That style is very much on display in Robert Pinsky's exemplary new edition of Williams's Selected Poems (The Library of America). Williams once noted that "free verse is a misnomer" since "all verse must be governed," and he spent much of his poetic life searching for a new governing principle and measure -- an American poetry equal to American life. He provided modern American poetry with an idiom -- the music of speech, what Marianne Moore calls "the accuracy of the vernacular." Time and again he argued that "we've got to begin by stating that we speak (here) a distinct, separate language in a present (new era) and that it is NOT English." In addition to the emancipation of American speech, he gave us a particular way of thinking by the line. He is a poet of relative -- as opposed to absolute -- order. His lineation is organic, free-flowing, controlled. He created a method of breaking lines that mirrors perception and shows the mind at work.
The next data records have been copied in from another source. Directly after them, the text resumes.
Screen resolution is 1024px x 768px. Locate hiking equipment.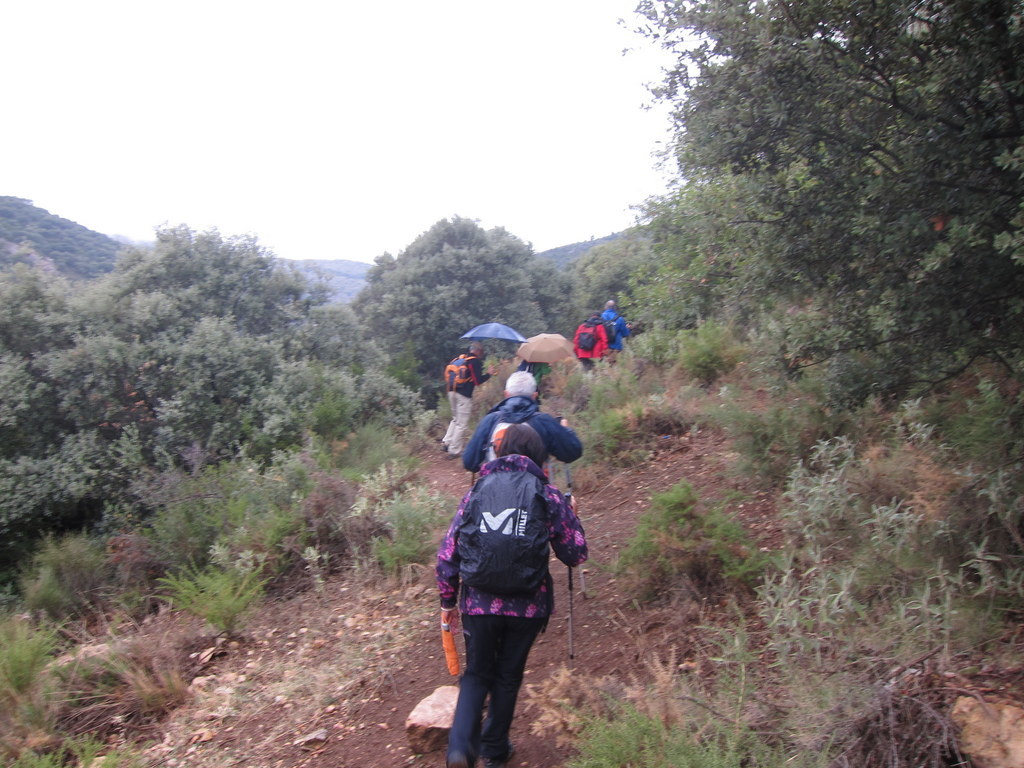
(x1=601, y1=313, x2=621, y2=344).
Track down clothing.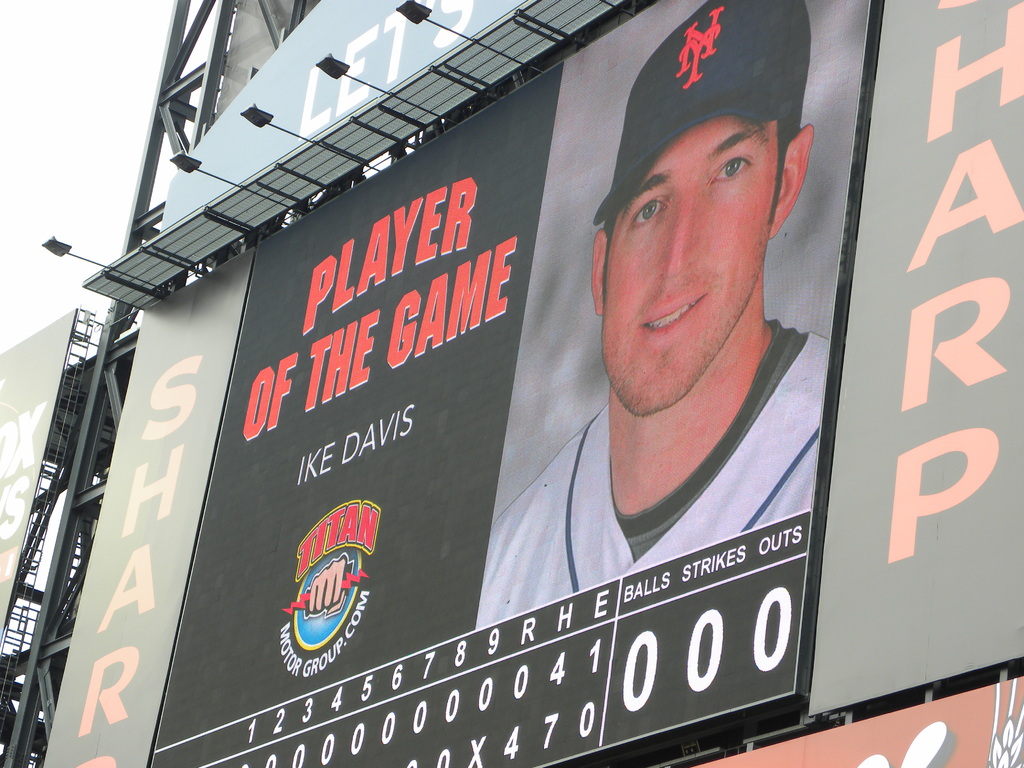
Tracked to <box>479,312,831,636</box>.
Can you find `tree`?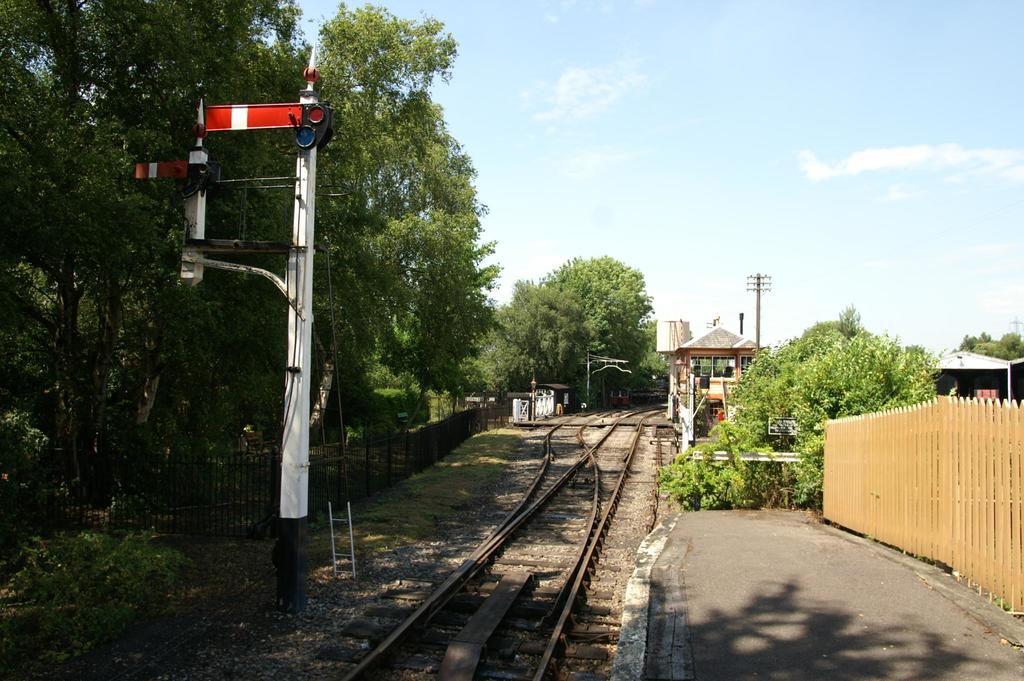
Yes, bounding box: {"left": 805, "top": 312, "right": 872, "bottom": 340}.
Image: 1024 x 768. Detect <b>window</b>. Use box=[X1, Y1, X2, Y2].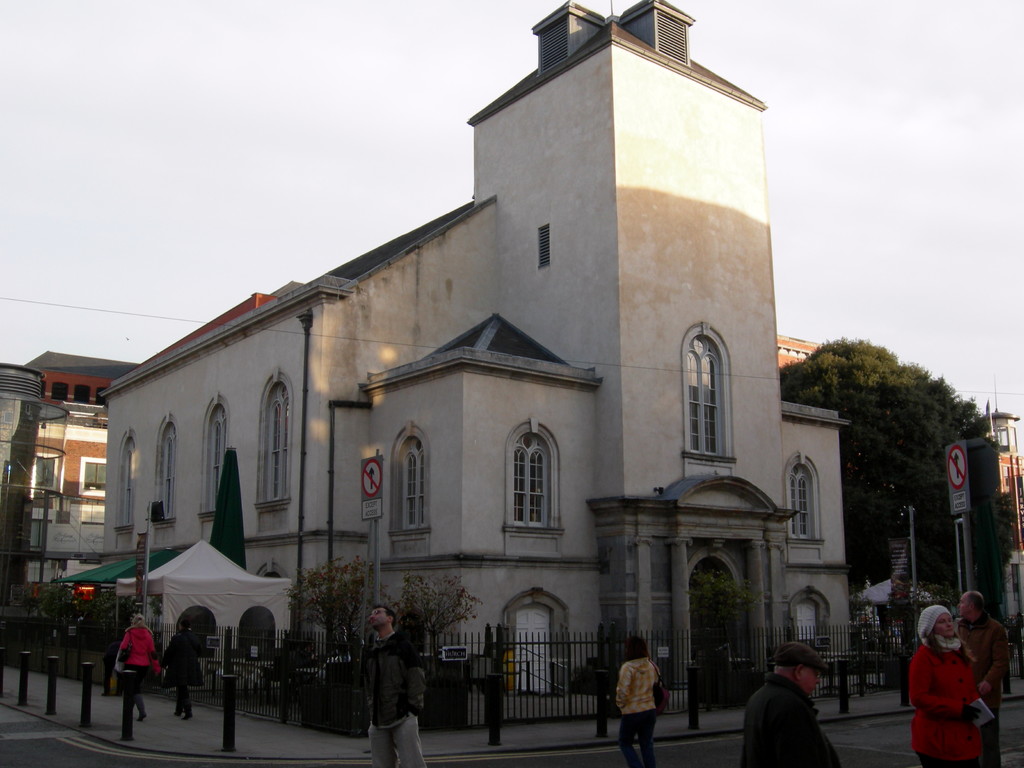
box=[683, 322, 736, 466].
Emerson told the American poet to "ask the fact for the form," and Williams had an Emersonian genius for melding form and content. His search for a new line, relatively determined, was part of his search for a new subject matter. His achievement was to make his poems out of the process, the quest. It was his deep conviction that, as he put it in "Asphodel, That Greeny Flower,"
It is difficult
to get the news from poems
yet men die miserably every day
for lack
of what is found there.
Williams's news was that we live in a new world and need a form of poetry equal to reality.